Director Reinaldo Marcus Green understands that real people can be the key to unlocking a good story. Following his 2021 Oscar-winning biopic King Richard, which recounts the life of Venus and Serena Williams’s unrelenting father, he is taking on the king of reggae in Bob Marley: One Love. Below, the filmmaker shares the painting that shaped the way he thinks about telling Black men’s stories.

CULTURED: How do you approach the biopic as a creative?

Green: Even with King Richard, I never thought about the biopic nature of it, more about what makes a good movie—what makes a great story. Most films are based on real people of some sort. So I've always had that nonfiction approach to filmmaking.

For this particular film, Bob Marley, I was thinking about City of God [2002]. That was the first film that came to mind in terms of the energy, the colors, the rawness, the authenticity. I thought, Could I make a musical biopic that felt that grounded? I don't know if we achieved it, but that was the benchmark. 

There were obviously other films like Black Orpheus [1959], shot in the favelas of Rio. I kept coming back to Rio in Brazil as an energy and how they celebrate culture and beauty. It's a mixture of pain and oppression but also hope and inspiration. And those things are hopefully at the foundation of the work and the spirit of the film. There's a spirituality to Bob. 

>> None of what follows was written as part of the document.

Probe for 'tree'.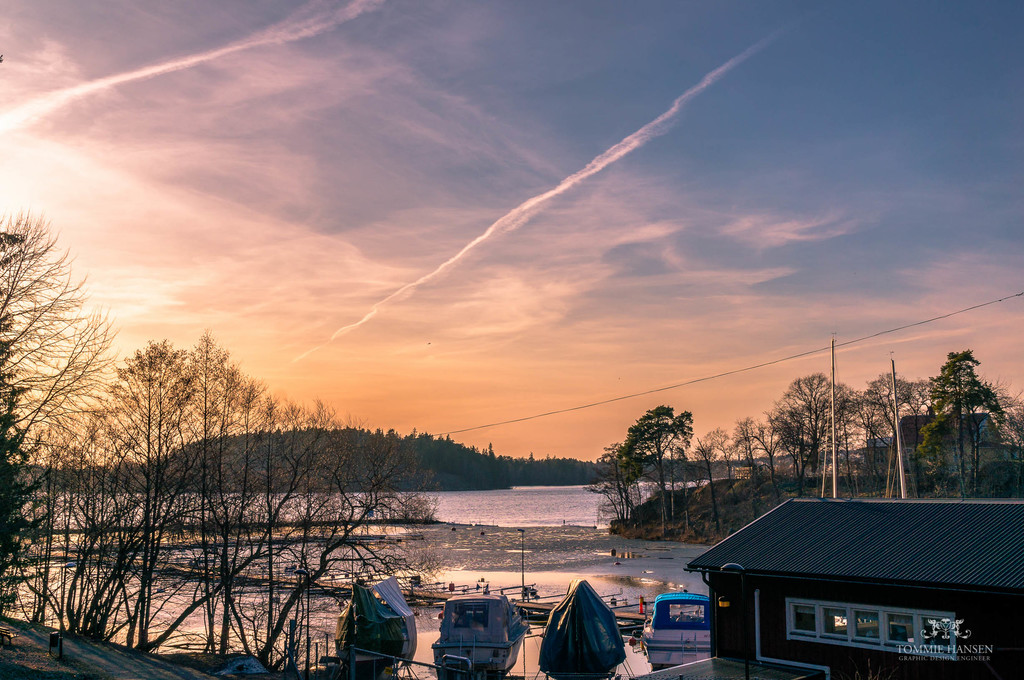
Probe result: bbox=[732, 425, 785, 502].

There were great films made in Jamaica, but nothing on this particular scale. Bob being a cultural icon, this being a real studio movie, we were gonna have resources in a way that I don't think a lot of the films that have been made had. I thought, Well, if we can keep that level of grounding, we can somehow capture the essence of the reality of what Jamaica is. Sadly, you walk in the streets of Churchtown and it hasn't changed much in 30 years. So we were able to pull a lot of the realities of life in Jamaica. 

CULTURED: Why did this feel like the moment for this film?

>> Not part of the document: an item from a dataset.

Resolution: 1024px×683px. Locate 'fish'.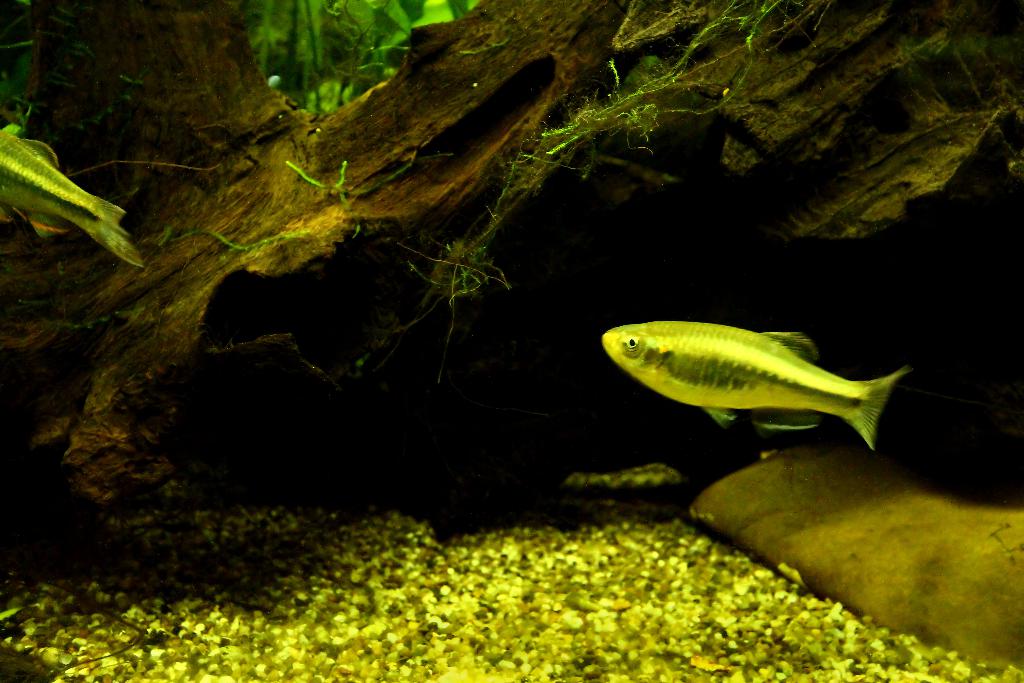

Green: I can't answer that. The script came to me when it came to me. I can answer the moment that I decided it was how I was going to spend three years of my life. Like everyone else, I was a little nervous. I’m like, How do you even come close to touching Bob? But it was just the music. You go to any corner of the world and Bob Marley is playing. Whether it's a surf shop in Florida or Vietnam, Bob is everywhere. He's in the favelas of Brazil, he's in Korea. I think I read somewhere that next to Jesus Christ, he is one of the most recognizable faces on the planet. And it's like, Woah, where do you start?

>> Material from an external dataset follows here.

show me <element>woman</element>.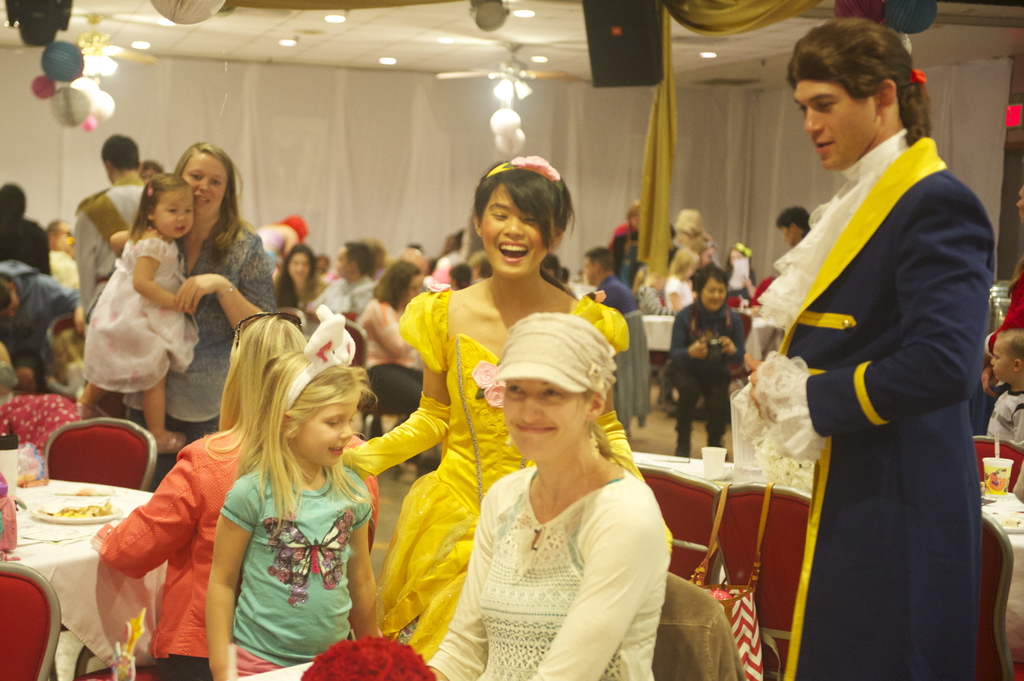
<element>woman</element> is here: x1=274, y1=239, x2=328, y2=337.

Here's a guy that grew up poor, homeless, had nothing, and became one of the greatest musical icons of our time. That in and of itself is an incredible story. Why would I not want to be a part of that? He wasn't a perfect man, nobody is. But everything that he sang for was from a place of pain. He channeled that pain into something incredibly beautiful. It's amazing how artists can do that. That was enough for me. His music was worth the risk of making a movie about him.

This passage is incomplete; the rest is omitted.